The Lord’s Prayer Week One Advent 2024

Prayer is of course one of those spiritual practices that help form Christ in us. I started this particular practice last year because I wanted to keep the Lord’s Prayer fresh in my devotional life. I encourage you to do this as well. I simply wrote out the prayer from Matthew 6 and then asked the Holy Spirit to help me write my own with that week’s theme in mind.

 Our Father, who art in heaven,

Hallowed by thy name.

Thy kingdom come, thy will be done.

On earth as it is in heaven.

Give us this day, our daily bread,

And forgive us our sins,

As we forgive those who have sinned against us.

And lead us not into temptation.

But deliver us from evil.

For thine is the kingdom, and the power,

And the glory, forever. Amen.

Matthew 6:9-13

Our Father – You whose name is so holy that we cannot help but worship; we are in awe that we have a Father in heaven and not some distant or indifferent power. Who else is there but You – and if we have you, what more do we need? You lavish us with not only your blessed kingdom, but also what we need to satisfy our hungers. Yet, Lord, we ache for the fullness of a  kingdom without hunger or thirst, a kingdom without fear or despair.  Our sure and fast hope is that you will bring that kingdom to us, your beloved on the Day of the Lord.  Turn our hearts away from our own willful ways to your will alone, and forgive us Lord. We do not take it for granted, and so out of gratitude for this wonder[ful] gift, we give you praise and honor. How can we then keep from those who have sinned against us that same grace and charity? Hide us, Abba, through your Holy Spirit that we might not fall into temptation, but stay true to you alone. May we persevere with hope until that day when you will make all things new. Keep from us all wiles of the devil or the world that we might  for all eternity bend the knee to you for whom belongs all the kingdom and the power and the glory forever and ever. Amen. 

The Lord’s Prayer in Lent – Forgiving Others

Our Father, who art in heaven, 
Hallowed be thy name. 
Thy kingdom come; thy will be done. 
On earth as it is in heaven. 
Give us this day, our daily bread, 
And forgive us our sins, 
As we forgive those who have sinned against us.  
And lead us not into temptation. 
But deliver us from evil. 
For thine is the kingdom, and the power, 
And the glory, forever. Amen. 

As I thought and prayed about this week’s Lord’s Prayer, I felt that as we think about forgiving others, we would do well to sit for a time, and let the Holy Spirit reveal the Father to us. We need to let the words of Jesus from John 17:6 go deep into our bones. “I have revealed you to those whom you gave me out of the world. They were yours; you gave them to me, and they have obeyed your word.” A little further on He says “I pray… that all of them may be one, Father, just as you are in me, and I am in you. May they also be in us that the world may believe that you have sent me.” (17:21).

Our unity with others is rooted in the Father’s oneness with Christ, and They share that oneness with us.

We thank thee that we have a father, and not a maker; that thou hast begotten us, and not molded us as images of clay; that we have come forth of thy heart and have not been fashioned by thy hands. It must be so. Only the heart of a father is able to create. We rejoice in it and bless thee that we know it. We thank thee for thyself. Be what thou art — our root and life, our beginning and end, our all in all. Come home to us. Thou livest; therefore, we live. In thy light we see. Thou art — that is all our song.

George MacDonald

This quote from George MacDonald is so healing; so incredible. I even find it holy. How many of us did not have earthly fathers like MacDonald describes his Father in heaven? Yet Christ reveals Him to us, and we make our home with Them.

From that place, (the place of oneness we share with the Father and the Son), we are given what we need to forgive. So, take some time and listen to this recording of Andrea Bocelli singing The Lord’s Prayer. Then take any unforgiveness or bitterness or hardness of heart to your Heavenly Father, and receive the grace and freedom Christ has bought through His finished work on the Cross.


> _What the exercise asks_
When a line in the listing below contains the word "Customer", return a copy of that line.
++++++++++
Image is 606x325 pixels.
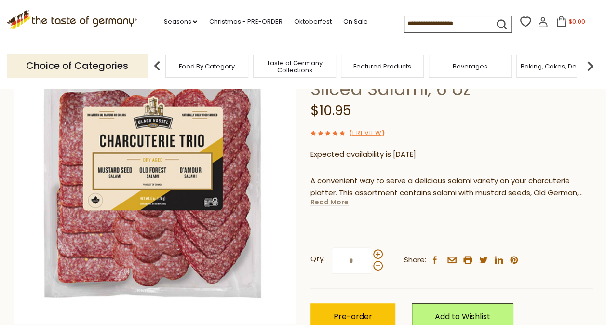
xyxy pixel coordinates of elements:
[179,63,235,70] a: Food By Category
[7,54,148,78] p: Choice of Categories
[294,16,331,27] a: Oktoberfest
[209,16,282,27] a: Christmas - PRE-ORDER
[343,16,367,27] a: On Sale
[311,175,593,199] p: A convenient way to serve a delicious salami variety on your charcuterie platter. This assortment...
[311,253,325,265] strong: Qty:
[334,311,372,322] span: Pre-order
[352,128,381,138] a: 1 Review
[14,42,296,324] img: Black Kassel Charcuterie Trio
[256,59,333,74] a: Taste of Germany Collections
[311,101,351,120] span: $10.95
[453,63,487,70] a: Beverages
[568,17,585,26] span: $0.00
[163,16,197,27] a: Seasons
[332,247,371,274] input: Qty:
[311,56,593,100] h1: Black Kassel "Charcuterie Trio" Sliced Salami, 6 oz
[404,254,426,266] span: Share:
[353,63,411,70] a: Featured Products
[311,149,593,161] p: Expected availability is [DATE]
[521,63,595,70] a: Baking, Cakes, Desserts
[550,16,591,30] button: $0.00
[148,56,167,76] img: previous arrow
[349,128,384,137] span: ( )
[581,56,600,76] img: next arrow
[311,197,349,207] a: Read More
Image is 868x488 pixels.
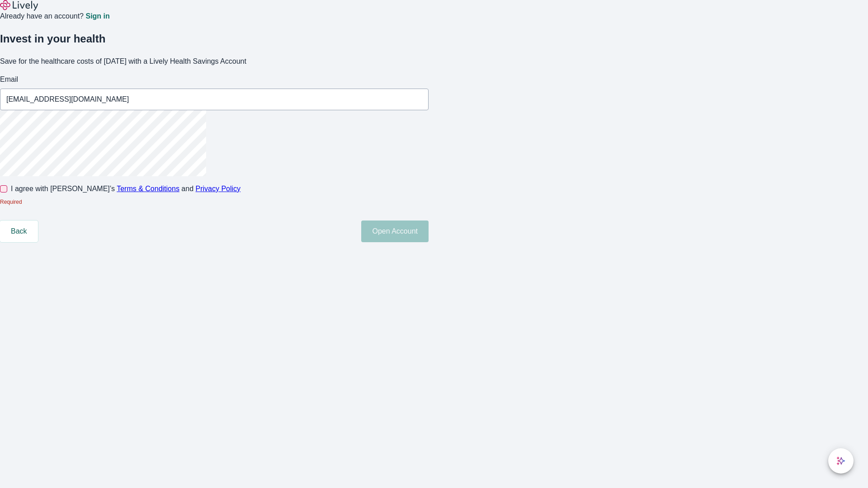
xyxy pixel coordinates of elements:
[11,184,241,194] span: I agree with [PERSON_NAME]’s and
[836,456,845,465] svg: Lively AI Assistant
[828,448,853,473] button: chat
[117,185,180,192] a: Terms & Conditions
[85,13,110,19] a: Sign in
[196,185,241,192] a: Privacy Policy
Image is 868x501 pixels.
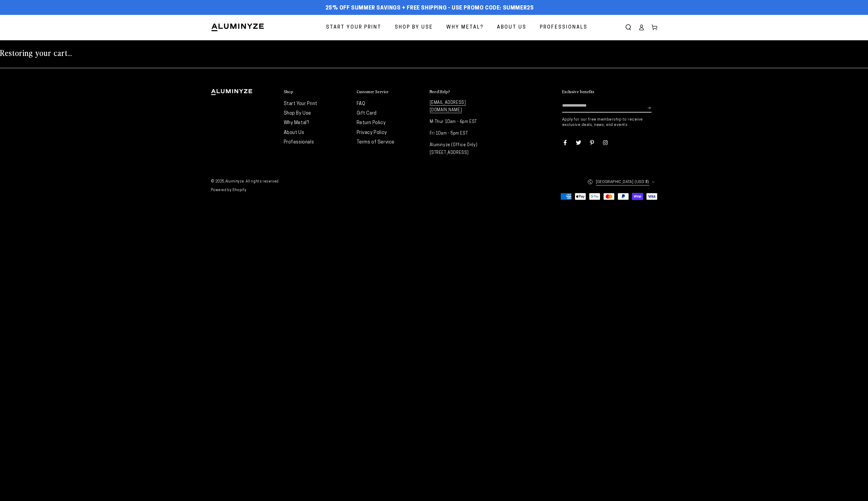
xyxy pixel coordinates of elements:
p: Aluminyze (Office Only) [STREET_ADDRESS] [430,141,497,156]
summary: Shop [284,89,351,94]
a: Why Metal? [442,19,488,35]
a: Professionals [284,140,314,145]
a: Shop By Use [284,111,311,116]
button: Subscribe [647,99,651,117]
a: Start Your Print [321,19,385,35]
span: Start Your Print [326,23,381,32]
a: Powered by Shopify [211,189,246,192]
span: Shop By Use [394,23,433,32]
a: Aluminyze [225,180,243,183]
span: Professionals [540,23,587,32]
p: M-Thur 10am - 6pm EST [430,118,497,125]
a: Return Policy [356,121,385,125]
a: About Us [284,131,304,135]
a: Professionals [535,19,592,35]
a: About Us [492,19,531,35]
a: Privacy Policy [356,131,387,135]
a: FAQ [356,101,365,106]
h2: Customer Service [356,89,389,94]
span: [GEOGRAPHIC_DATA] (USD $) [595,178,649,185]
a: Start Your Print [284,101,318,106]
h2: Exclusive benefits [562,89,595,94]
summary: Exclusive benefits [562,89,657,94]
img: Aluminyze [211,23,265,32]
span: About Us [497,23,527,32]
span: Why Metal? [446,23,483,32]
h2: Shop [284,89,294,94]
summary: Customer Service [356,89,423,94]
a: Why Metal? [284,121,309,125]
summary: Need Help? [430,89,497,94]
a: Terms of Service [356,140,394,145]
a: [EMAIL_ADDRESS][DOMAIN_NAME] [430,101,466,113]
a: Gift Card [356,111,377,116]
p: Fri 10am - 5pm EST [430,130,497,138]
button: [GEOGRAPHIC_DATA] (USD $) [587,176,657,189]
span: 25% off Summer Savings + Free Shipping - Use Promo Code: SUMMER25 [326,5,534,11]
p: Apply for our free membership to receive exclusive deals, news, and events. [562,117,657,128]
summary: Search our site [622,21,634,34]
a: Shop By Use [390,19,438,35]
h2: Need Help? [430,89,450,94]
small: © 2025, . All rights reserved. [211,177,434,186]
++++++++++
> _Written solution_
h2: Customer Service [356,89,389,94]
summary: Customer Service [356,89,423,94]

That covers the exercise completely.